Virtual machines are always tricky because there are so many factors involved, where as on a physical server it's very easy to just look at the Task Manager and you'll get the whole picture.
Have you tried running a generic benchmark tool on both servers to verify that the effective performance is indeed identical?
No, I think the path to your data was different. Either storage or network related.
In our organisation (township Leiden) I have successfully proven that that running fmw in a bubble is way slower.
We were running locally, then the network got virtualised and our performance dropped like a brick.
Now only our profile information is bubbled, fme is installed locally on relevant user machines.
Network issues, security and server performance.
Our Obese Clients are heavy cad machines and much more faster than the servers. (though the servers run on xeon's as do the cad stations)
Even now scheduled processes on server are up to 2-3 slower.
As we can only do this on a couple of server where we have full admin rights.
The log file for each run would be very revealing.

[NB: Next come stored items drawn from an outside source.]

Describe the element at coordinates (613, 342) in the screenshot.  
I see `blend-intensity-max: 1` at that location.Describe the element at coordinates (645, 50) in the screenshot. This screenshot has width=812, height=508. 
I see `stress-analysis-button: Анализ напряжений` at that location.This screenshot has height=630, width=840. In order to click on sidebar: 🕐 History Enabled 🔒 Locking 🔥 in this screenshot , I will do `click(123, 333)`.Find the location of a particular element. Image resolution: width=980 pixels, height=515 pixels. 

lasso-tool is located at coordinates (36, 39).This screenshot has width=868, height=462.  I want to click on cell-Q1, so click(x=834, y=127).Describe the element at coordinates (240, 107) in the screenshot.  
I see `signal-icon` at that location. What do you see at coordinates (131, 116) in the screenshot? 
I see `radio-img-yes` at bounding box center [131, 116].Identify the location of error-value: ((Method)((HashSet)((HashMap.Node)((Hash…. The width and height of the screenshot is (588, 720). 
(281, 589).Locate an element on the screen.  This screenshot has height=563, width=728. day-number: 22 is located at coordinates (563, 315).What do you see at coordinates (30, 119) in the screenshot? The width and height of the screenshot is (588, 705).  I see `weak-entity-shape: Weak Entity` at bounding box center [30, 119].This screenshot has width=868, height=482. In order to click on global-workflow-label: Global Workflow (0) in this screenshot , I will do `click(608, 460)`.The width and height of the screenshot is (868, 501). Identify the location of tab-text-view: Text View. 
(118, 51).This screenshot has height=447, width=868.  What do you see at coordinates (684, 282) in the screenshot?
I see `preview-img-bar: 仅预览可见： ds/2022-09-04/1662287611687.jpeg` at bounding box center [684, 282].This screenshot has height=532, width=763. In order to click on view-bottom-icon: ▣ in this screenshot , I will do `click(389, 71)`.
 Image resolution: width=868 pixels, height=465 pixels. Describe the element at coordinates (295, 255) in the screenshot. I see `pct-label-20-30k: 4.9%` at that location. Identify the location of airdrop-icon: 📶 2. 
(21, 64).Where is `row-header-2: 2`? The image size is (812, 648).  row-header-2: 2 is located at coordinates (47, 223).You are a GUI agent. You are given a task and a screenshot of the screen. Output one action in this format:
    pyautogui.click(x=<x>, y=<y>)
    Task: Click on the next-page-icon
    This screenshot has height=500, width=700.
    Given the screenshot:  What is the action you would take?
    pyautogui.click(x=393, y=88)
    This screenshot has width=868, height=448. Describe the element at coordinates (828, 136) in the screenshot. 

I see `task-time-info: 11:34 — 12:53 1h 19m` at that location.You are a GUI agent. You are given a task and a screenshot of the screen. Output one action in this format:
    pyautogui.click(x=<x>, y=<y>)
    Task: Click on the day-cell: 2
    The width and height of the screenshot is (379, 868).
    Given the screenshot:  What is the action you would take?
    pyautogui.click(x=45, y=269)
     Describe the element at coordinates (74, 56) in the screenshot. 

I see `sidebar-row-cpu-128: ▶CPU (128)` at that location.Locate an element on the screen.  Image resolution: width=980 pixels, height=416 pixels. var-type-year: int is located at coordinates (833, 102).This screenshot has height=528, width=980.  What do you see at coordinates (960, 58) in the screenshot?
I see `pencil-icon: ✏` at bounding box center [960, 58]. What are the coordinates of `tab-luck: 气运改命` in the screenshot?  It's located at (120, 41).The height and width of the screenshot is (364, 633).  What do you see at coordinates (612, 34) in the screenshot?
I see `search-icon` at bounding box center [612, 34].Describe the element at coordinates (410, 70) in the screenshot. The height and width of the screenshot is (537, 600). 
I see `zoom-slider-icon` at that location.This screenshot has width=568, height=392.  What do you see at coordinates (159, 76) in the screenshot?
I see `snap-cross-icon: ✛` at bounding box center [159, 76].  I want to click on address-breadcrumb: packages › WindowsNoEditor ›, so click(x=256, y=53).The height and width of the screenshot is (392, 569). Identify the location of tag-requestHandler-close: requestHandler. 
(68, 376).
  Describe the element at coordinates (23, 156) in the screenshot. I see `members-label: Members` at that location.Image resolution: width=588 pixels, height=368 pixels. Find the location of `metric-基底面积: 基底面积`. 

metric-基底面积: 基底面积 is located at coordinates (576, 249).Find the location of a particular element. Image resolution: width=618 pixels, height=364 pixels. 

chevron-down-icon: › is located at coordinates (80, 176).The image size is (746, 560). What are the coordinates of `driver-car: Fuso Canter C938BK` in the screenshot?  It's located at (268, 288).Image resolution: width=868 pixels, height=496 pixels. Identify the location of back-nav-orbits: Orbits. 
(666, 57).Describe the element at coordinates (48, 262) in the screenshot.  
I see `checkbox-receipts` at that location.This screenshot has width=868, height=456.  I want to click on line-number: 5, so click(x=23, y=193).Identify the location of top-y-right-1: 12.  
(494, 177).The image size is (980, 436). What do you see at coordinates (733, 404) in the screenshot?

Make sure you have log timings turned on in FME Options for maximum information. However... it is still hard to separate out the read-transform-write parts of a translation just from looking at the log. You might consider running each part separately (read only, read+transform) to see where all that time is being spent; or you could add a FeatureHolder transformer after the reader, and after the transformers, and just run the workspace once. Then the single log file will be easier to read.
I do think it's likely to be an issue reading or writing the data. I guess the data was stored on the physical machine? Was it also stored on the virtual machine, or did the virtual machine have to read it from elsewhere? That would make a big difference.
The other thought is that the virtual machine has less temporary file storage. Check FME_TEMP paths and see how much space is available to them. It might be that the virtual machine had to juggle data around on the disk.
When it comes to slow performance, it's often the disk that causes it. Either a lack of memory forces caching to disk (unlikely in this case) or the temporary disk is just not large enough.
In our organisation (township Leiden) I have successfully proven that that running fmw in a bubble is way slower.
We were running locally, then the network got virtualised and our performance dropped like a brick.
Now only our profile information is bubbled, fme is installed locally on relevant user machines.
Network issues, security and server performance.
Our Obese Clients are heavy cad machines and much more faster than the servers. (though the servers run on xeon's as do the cad stations)
Even now scheduled processes on server are up to 2-3 slower.
As we can only do this on a couple of server where we have full admin rights.
I'll add to this that I've seen numerous organisations with a virtualized environment where it was attempted to have everybody run on the same specs. But if you often need to process lots of data with FME your needs are going to be higher than those of your colleagues. One size does not fit all (to be fair, I've also seen this happen with physical hardware)
I've also seen cases (won't name names) where users required a virtual machines with certain specs, along the lines of the FME recommended specs, and ICT gave them the lowest possible specs "until they started to complain"...
In our organisation (township Leiden) I have successfully proven that that running fmw in a bubble is way slower.
We were running locally, then the network got virtualised and our performance dropped like a brick.
Now only our profile information is bubbled, fme is installed locally on relevant user machines.
Network issues, security and server performance.
Our Obese Clients are heavy cad machines and much more faster than the servers. (though the servers run on xeon's as do the cad stations)
Even now scheduled processes on server are up to 2-3 slower.
As we can only do this on a couple of server where we have full admin rights.
Agree, this fits fairly well with my own experiences.